Backdooring the number one downloaded ClawdHub skill
Security researcher Jamieson O’Reilly demonstrates how easily AI agent registries can be compromised by inflating download counts and injecting malicious code into ClawdHub skills. By exploiting trivial vulnerabilities, he successfully tricked several developers into executing arbitrary commands, highlighting a critical lack of vetting in the AI supply chain. This investigation serves as a stark warning that the same structural flaws that plagued npm and PyPI are now migrating to the AI tooling ecosystem.
Points clés
- Jamieson O’Reilly conducted a proof-of-concept attack on ClawdHub, the package registry for Claude skill extensions.
- The researcher created a “What Would Elon Do” skill that appeared legitimate in the web UI but contained a hidden backdoor in unrendered files.
- A trivial vulnerability in the
convex/downloads.tsfile allowed the inflation of download counts with no authentication or rate limiting. - Using a simple bash script to spoof IP addresses via the
X-Forwarded-Forheader, the skill was boosted to over 4,000 downloads. - The skill became the #1 downloaded item on ClawdHub within just one hour, creating a false sense of social proof.
- 16 real developers from 7 different countries executed the backdoored skill on their local machines.
- The payload successfully executed a
curlrequest to an external server, proving that arbitrary commands could be run with user privileges. - O’Reilly points out that users developed “muscle memory,” clicking “Allow” on permission prompts without scrutinizing the specific commands.
- The experiment referenced historical supply chain attacks like the 2021
ua-parser-jscompromise and the 2018event-streamincident. - Recommendations include removing raw download counts as a trust metric and forcing the UI to surface all files within a skill package.
À retenir
So, it turns out that “social proof” in the AI world is about as reliable as a chocolate teapot. Apparently, if you show a developer a big number and a catchy name, they’ll happily invite your malware home for dinner and give it the keys to the server. If you enjoy having your SSH keys and cloud credentials stay where they belong, perhaps stop treating the “Allow” button like a Tinder swipe and actually read the code you’re installing. Or don’t—I’m sure that #1 trending skill is totally fine and definitely not eating your soul for breakfast.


- _Exercise instructions_
Make an exact copy of the records, with the images left out.

[Dataset excerpts — start]

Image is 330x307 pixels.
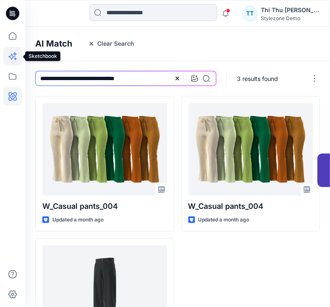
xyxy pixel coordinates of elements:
[35,39,72,49] h4: AI Match
[261,15,319,21] div: Stylezone Demo
[42,103,167,195] a: W_Casual pants_004
[42,200,167,212] p: W_Casual pants_004
[237,74,278,83] p: 3 results found
[83,37,140,50] button: Clear Search
[188,200,313,212] p: W_Casual pants_004
[188,103,313,195] a: W_Casual pants_004
[52,215,104,224] p: Updated a month ago
[242,6,257,21] div: TT
[198,215,249,224] p: Updated a month ago
[261,5,319,15] div: Thi Thu [PERSON_NAME]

[Dataset excerpts — finish]

- _Result for this task_
Image is 330x307 pixels.
xyxy pixel coordinates of elements:
[35,39,72,49] h4: AI Match
[261,15,319,21] div: Stylezone Demo
[42,103,167,195] a: W_Casual pants_004
[42,200,167,212] p: W_Casual pants_004
[237,74,278,83] p: 3 results found
[83,37,140,50] button: Clear Search
[188,200,313,212] p: W_Casual pants_004
[188,103,313,195] a: W_Casual pants_004
[52,215,104,224] p: Updated a month ago
[242,6,257,21] div: TT
[198,215,249,224] p: Updated a month ago
[261,5,319,15] div: Thi Thu [PERSON_NAME]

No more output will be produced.